The mainstream media have indignantly reported on Governor Sarah Palin’s barnstorming "One Nation" bus tour across the Eastern United States with sputtering speculation, crafty criticism, risible ridicule, and, as usual, insufficient insight. The reason for the media apoplexy is simple. Palin is the first potential national candidate to successfully demonstrate that today’s news organizations are yesterday’s news.
 
Mainstream media outlets ambushed, belittled, and lied about Palin during the last presidential campaign, and competed with each other to see who could do the best hatchet job on John McCain’s charismatic running mate. Not content to see their candidate win, media personalities have continued to ridicule Palin and pronounce her "unelectable" whenever an opportunity arises. Palin herself has said she owes nothing to the mainstream media, and is happy to conduct her life and her exploratory campaign without them.
 
Her Memorial Day entry into Washington with the bikers of the annual Rolling Thunder rally to honor veterans had the look, sound and feel of the liberation of an occupied city. Palin didn’t act like a conquering hero, but the triumphal imagery was unmistakable. Additionally, Palin showed again that she was comfortable with regular folks, looking more comfortable on the back of a Harley in a black t-shirt and leather than Obama ever will on one of his safety-helmeted bike rides through Rock Creek Park.
 
News outlets showed the images, but there were no interviews (other than with Fox News), no press conferences, no published itineraries. If you wanted to know what Palin had to say, you had to be there, go to her web site, or watch the Greta van Susteren one-on-one. Palin was a top story on most news outlets all weekend, even without granting audiences to their journalists. She used them expertly.
 
Once, it made sense that managing editors at a few news organizations would digest the events of the day or week, decide which were most important, and report on them in print or in half-hour dinnertime newscasts. But those days are over for two reasons.
 
First, we can choose from a myriad of news sources now, available online anytime. We can seek out digested news, annotated news, interviews, commentary, opinion, or debate. We can even get raw news, photos, video, or watch events unfold in real time. It is no longer necessary to allow some one else to decide what is news–we make that decision ourselves.

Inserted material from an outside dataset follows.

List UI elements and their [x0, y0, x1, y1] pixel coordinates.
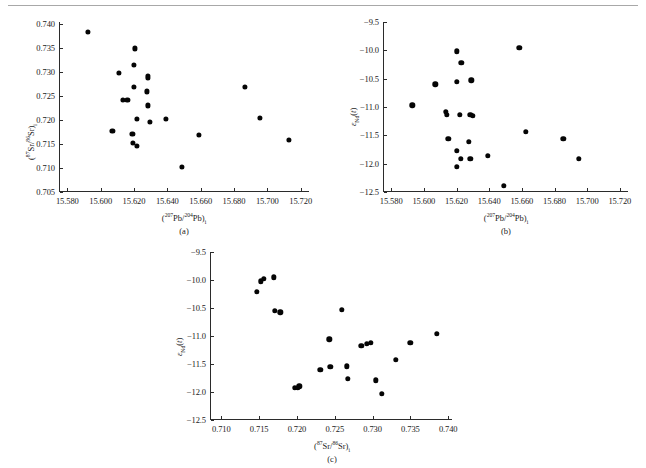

The middlemen of news have seen their importance shrink, just as have brick and mortar retail establishments. We can still go to the mall to shop for shoes, but we also know that the internet provides an endless array of styles, colors, and sizes that could never be offered in any store. The same is true of news. Information no longer needs to be filtered through the news brokers of the networks or print outlets or even online services. A witness to an important event can upload cell phone video onto a personal web site, social networking site, or some youtubular equivalent, and the whole world can see it immediately.
 
The second reason that news outlets are becoming obsolete is their own doing. They have demonstrated that they are not honest brokers of information. Once, they posed as impartial reporters of fact. But increasingly, media outlets openly demonstrate bias, follow partisan agendas, and even when a story is exposed as fiction, they will insist on its inherent truth. The media no longer enjoy the public’s trust.
 
Though many Americans understand this, political candidates still operate under the old system–that they must get their messages out through the media, or no one will listen. But Sarah Palin understands the new reality. She need not be interpreted, will not permit herself to be filtered, and certainly has no interest in offering herself up for ambush interviews. She’ll take her case directly to the American people. They may or may not like her message, but it’ll be unvarnished, real and direct from the candidate herself. Americans are ready for that.